10 Tips for Setting and Measuring Workplace Safety Goals
June is National Safety Month, annually sponsored by the Centers for Disease Control and Prevention to highlight efforts to prevent injury “in the workplace and any place.” At Mineral, helping our small business clients protect and maintain workplace safety is a key pillar to delivering on our mission to Elevate teams every day. In honor of National Safety Month, this post is the second in a multi-part series to aid small businesses in building and expanding a culture of safety.
Every business, from a coffee shop to a construction firm, believes in the mantra “Safety first.” That’s the easy part! However, what workplace safety looks like—with clear expectations, policies, measurement, and accountability—is just a little more complicated. To maintain a safe and productive workplace, small businesses must set formal workplace safety goals and measure performance, as you would any other business objectives.
Establishing safety goals gives a company direction and sparks employee motivation toward the same objectives. They prioritize employees’ time and energy on key activities that, along the way, drive them to develop habits that organically build a culture of safety. A key first step to goal setting is defining what you want. Once you know what good safety performance looks like, you can set parameters for achieving safety success that don’t just rely on luck or hope alone. Here are 10 tips for setting and effectively measuring workplace safety goals:
1. Involve key stakeholders. Getting input from your team is critical to increase engagement in the safety program. Ask those who are in the trenches about what barriers exist to achieving safe work performance. Not only will this help identify where the gaps are, it will also help create buy-in once the expectations and accountabilities are established.
2. Identify specific safety hazards, risks, and other areas for improvement. If something were to go wrong, what types of injuries are likely to occur? Slips and falls, cuts, back injuries and strains and sprains are common injury types across many industries. So of course consider reducing/eliminating these as part of goal-setting, but also think about the hazards that are most prevalent in your specific work environment and how you can prevent incidents from occurring. What are the behaviors that you want employees to practice? What controls and systems do you want employees to use so that incidents are prevented? Establish goals related to the prevention and control of the most common hazards and risks that employees face in their work environment.
3. Align your safety improvement goals with your company mission and more specifically, your safety mission. Your safety improvement goals should bring your whole team together toward a common goal: Preventing injuries and creating a safe and healthy work environment for employees, customers, and the community.

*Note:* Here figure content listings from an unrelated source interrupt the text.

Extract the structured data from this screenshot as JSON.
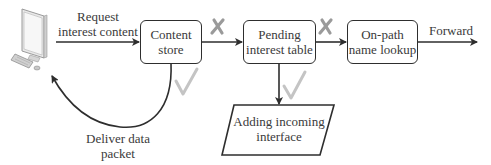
{
  "diagram": {
    "nodes": {
      "user": {
        "icon": "desktop-computer-icon"
      },
      "content_store": {
        "line1": "Content",
        "line2": "store"
      },
      "pit": {
        "line1": "Pending",
        "line2": "interest table"
      },
      "lookup": {
        "line1": "On-path",
        "line2": "name lookup"
      },
      "adding": {
        "line1": "Adding incoming",
        "line2": "interface"
      }
    },
    "edges": {
      "request": {
        "line1": "Request",
        "line2": "interest content"
      },
      "deliver": {
        "line1": "Deliver data",
        "line2": "packet"
      },
      "forward": {
        "label": "Forward"
      }
    },
    "marks": {
      "miss_symbol": "✗",
      "hit_symbol": "✓"
    },
    "colors": {
      "line": "#2e2e2e",
      "mark": "#9a9a9a"
    }
  }
}
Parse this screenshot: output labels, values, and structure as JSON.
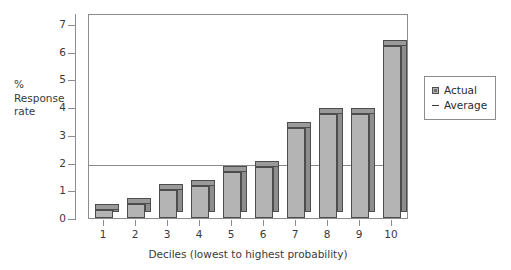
{
  "chart_data": {
    "type": "bar",
    "title": "",
    "xlabel": "Deciles (lowest to highest probability)",
    "ylabel": "% Response rate",
    "ylabel_lines": [
      "%",
      "Response",
      "rate"
    ],
    "categories": [
      "1",
      "2",
      "3",
      "4",
      "5",
      "6",
      "7",
      "8",
      "9",
      "10"
    ],
    "values": [
      0.3,
      0.5,
      1.0,
      1.15,
      1.65,
      1.85,
      3.25,
      3.75,
      3.75,
      6.2
    ],
    "series": [
      {
        "name": "Actual",
        "values": [
          0.3,
          0.5,
          1.0,
          1.15,
          1.65,
          1.85,
          3.25,
          3.75,
          3.75,
          6.2
        ]
      }
    ],
    "reference_lines": [
      {
        "name": "Average",
        "value": 2.0,
        "orientation": "horizontal"
      }
    ],
    "ylim": [
      0,
      7.4
    ],
    "yticks": [
      0,
      1,
      2,
      3,
      4,
      5,
      6,
      7
    ],
    "ytick_labels": [
      "0",
      "1",
      "2",
      "3",
      "4",
      "5",
      "6",
      "7"
    ],
    "grid": false,
    "legend_position": "right",
    "legend": [
      {
        "label": "Actual",
        "marker": "square-swatch-icon",
        "color": "#b4b4b4"
      },
      {
        "label": "Average",
        "marker": "dash-line-icon",
        "color": "#3a3a3a"
      }
    ],
    "colors": {
      "bar_front": "#b4b4b4",
      "bar_side": "#8d8d8d",
      "bar_top": "#9a9a9a",
      "bar_edge": "#4d4d4d",
      "axis": "#8c8c8c",
      "text": "#2b2b2b",
      "background": "#ffffff"
    }
  }
}
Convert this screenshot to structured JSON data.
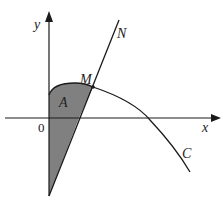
{
  "diagram": {
    "labels": {
      "y_axis": "y",
      "x_axis": "x",
      "origin": "0",
      "point_M": "M",
      "line_N": "N",
      "curve_C": "C",
      "region_A": "A"
    },
    "colors": {
      "stroke": "#1a1a1a",
      "shaded_region": "#808080",
      "background": "#ffffff"
    }
  }
}
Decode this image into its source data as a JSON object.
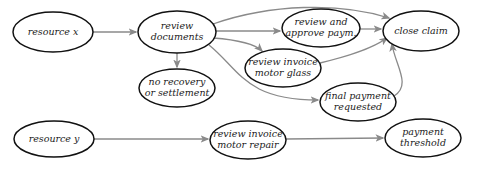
{
  "diagram": {
    "colors": {
      "background": "#ffffff",
      "node_border": "#111111",
      "node_fill": "#ffffff",
      "edge": "#8a8a8a",
      "text": "#222222"
    },
    "nodes": [
      {
        "id": "resource-x",
        "lines": [
          "resource x"
        ],
        "cx": 53,
        "cy": 32,
        "rx": 40,
        "ry": 20
      },
      {
        "id": "review-documents",
        "lines": [
          "review",
          "documents"
        ],
        "cx": 177,
        "cy": 32,
        "rx": 39,
        "ry": 21
      },
      {
        "id": "review-approve-paym",
        "lines": [
          "review and",
          "approve paym."
        ],
        "cx": 321,
        "cy": 28,
        "rx": 39,
        "ry": 19
      },
      {
        "id": "close-claim",
        "lines": [
          "close claim"
        ],
        "cx": 421,
        "cy": 31,
        "rx": 38,
        "ry": 20
      },
      {
        "id": "review-invoice-motor-glass",
        "lines": [
          "review invoice",
          "motor glass"
        ],
        "cx": 283,
        "cy": 68,
        "rx": 38,
        "ry": 19
      },
      {
        "id": "no-recovery",
        "lines": [
          "no recovery",
          "or settlement"
        ],
        "cx": 177,
        "cy": 88,
        "rx": 38,
        "ry": 19
      },
      {
        "id": "final-payment-requested",
        "lines": [
          "final payment",
          "requested"
        ],
        "cx": 358,
        "cy": 102,
        "rx": 38,
        "ry": 19
      },
      {
        "id": "resource-y",
        "lines": [
          "resource y"
        ],
        "cx": 54,
        "cy": 139,
        "rx": 40,
        "ry": 18
      },
      {
        "id": "review-invoice-motor-repair",
        "lines": [
          "review invoice",
          "motor repair"
        ],
        "cx": 248,
        "cy": 140,
        "rx": 38,
        "ry": 19
      },
      {
        "id": "payment-threshold",
        "lines": [
          "payment",
          "threshold"
        ],
        "cx": 423,
        "cy": 138,
        "rx": 38,
        "ry": 19
      }
    ],
    "edges": [
      {
        "from": "resource-x",
        "to": "review-documents",
        "path": "M 93 32 L 136 32"
      },
      {
        "from": "review-documents",
        "to": "close-claim",
        "path": "M 213 24 C 270 4, 340 2, 389 18"
      },
      {
        "from": "review-documents",
        "to": "review-approve-paym",
        "path": "M 216 31 L 280 31"
      },
      {
        "from": "review-documents",
        "to": "review-invoice-motor-glass",
        "path": "M 213 38 C 240 40, 255 44, 262 51"
      },
      {
        "from": "review-documents",
        "to": "no-recovery",
        "path": "M 177 53 L 177 67"
      },
      {
        "from": "review-documents",
        "to": "final-payment-requested",
        "path": "M 209 45 C 240 70, 245 100, 318 100"
      },
      {
        "from": "review-approve-paym",
        "to": "close-claim",
        "path": "M 360 29 L 381 29"
      },
      {
        "from": "review-invoice-motor-glass",
        "to": "close-claim",
        "path": "M 320 63 C 345 57, 370 50, 387 38"
      },
      {
        "from": "final-payment-requested",
        "to": "close-claim",
        "path": "M 394 96 C 412 85, 395 65, 392 44"
      },
      {
        "from": "resource-y",
        "to": "review-invoice-motor-repair",
        "path": "M 94 139 L 208 139"
      },
      {
        "from": "review-invoice-motor-repair",
        "to": "payment-threshold",
        "path": "M 286 139 L 383 138"
      }
    ]
  }
}
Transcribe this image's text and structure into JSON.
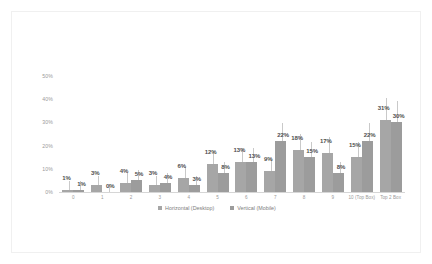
{
  "chart_data": {
    "type": "bar",
    "title": "",
    "subtitle": "",
    "xlabel": "",
    "ylabel": "",
    "ylim": [
      0,
      50
    ],
    "yticks": [
      "0%",
      "10%",
      "20%",
      "30%",
      "40%",
      "50%"
    ],
    "ytick_values": [
      0,
      10,
      20,
      30,
      40,
      50
    ],
    "grid": false,
    "legend_position": "bottom",
    "categories": [
      "0",
      "1",
      "2",
      "3",
      "4",
      "5",
      "6",
      "7",
      "8",
      "9",
      "10 (Top Box)",
      "Top 2 Box"
    ],
    "series": [
      {
        "name": "Horizontal (Desktop)",
        "color": "#a6a6a6",
        "values": [
          1,
          3,
          4,
          3,
          6,
          12,
          13,
          9,
          18,
          17,
          15,
          31
        ],
        "labels": [
          "1%",
          "3%",
          "4%",
          "3%",
          "6%",
          "12%",
          "13%",
          "9%",
          "18%",
          "17%",
          "15%",
          "31%"
        ]
      },
      {
        "name": "Vertical (Mobile)",
        "color": "#9c9c9c",
        "values": [
          1,
          0,
          5,
          4,
          3,
          8,
          13,
          22,
          15,
          8,
          22,
          30
        ],
        "labels": [
          "1%",
          "0%",
          "5%",
          "4%",
          "3%",
          "8%",
          "13%",
          "22%",
          "15%",
          "8%",
          "22%",
          "30%"
        ]
      }
    ]
  },
  "legend": {
    "items": [
      {
        "label": "Horizontal (Desktop)",
        "color": "#a6a6a6"
      },
      {
        "label": "Vertical (Mobile)",
        "color": "#9c9c9c"
      }
    ]
  }
}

4. Choose leading indicators. A lot of companies measure safety by the number of OSHA recordable incidents that have occurred over a period of time. However, this is a lagging indicator—one that is helpful in identifying where improvements are needed after incidents have already occurred. But lagging indicators don’t reveal the whole picture about organizational safety. Too often, companies are able to achieve zero recordable injuries even though employees have had numerous first aid incidents, close calls, unsafe conditions or possibly even incidents that should have been recorded but weren’t.
Instead, when setting workplace safety goals, it’s more useful to use leading indicators—forward-looking measures that track activities and conditions that lead to positive safety outcomes.
5. Set SMART goals. The best way to articulate and manage your safety outcomes is to make sure your goals are SMART: Specific, Measurable, Achievable, Relevant, and Time bound. Some examples:
- Conduct one safety training per month.
- Post safe-work instructions for all tasks by the end of Q1.
- Communicate safety activities and improvement plans quarterly.
- Close 80% of all reported hazardous conditions within 30 days of submission.
- Achieve 50% employee participation on safety teams within one year.
6. Develop an action plan. Outline the specific steps needed to achieve each milestone, who is accountable for each action, and deadlines for completion. Then make action plans transparent to all relevant stakeholders so that progress is visible and tracked to completion.
7. Tie safety SMART goals to employee performance metrics. Organizational goals require a team effort to achieve, and each team member should understand how they contribute toward successful safety performance. By tying safety metrics to individual performance goals, companies can effectively align employees’ efforts with organizational objectives. Be sure employee goals also follow the SMART model.
8. Solicit and provide feedback. Review progress toward goals in a timely manner. Ensure two-way communication so that any barriers to achieving goals can be brought forward by the responsible person and feedback about progress can be provided back to affected stakeholders. Effective communication is a key element to building a strong culture and ultimately achieving the desired outcomes.
9. Celebrate your wins. Celebrate when safety goals are achieved and recognize the efforts of employees who contributed to the success. Reinforcing the behaviors and actions that led to the company’s success is a powerful way to increase momentum and motivation within an organization. Celebrating milestones can also create a sense of camaraderie and team spirit amongst employees.
10. Evaluate and adjust. Review progress at regular intervals so your team can offer feedback and adjust action plans as needed for your workplace safety goals to remain relevant and achievable. However, resist the temptation to move goal lines too frequently, keeping in mind the A in the SMART model doesn’t mean ambitious, but rather achievable.
Up next: Using Risk Assessment to Design a Workplace Safety Program.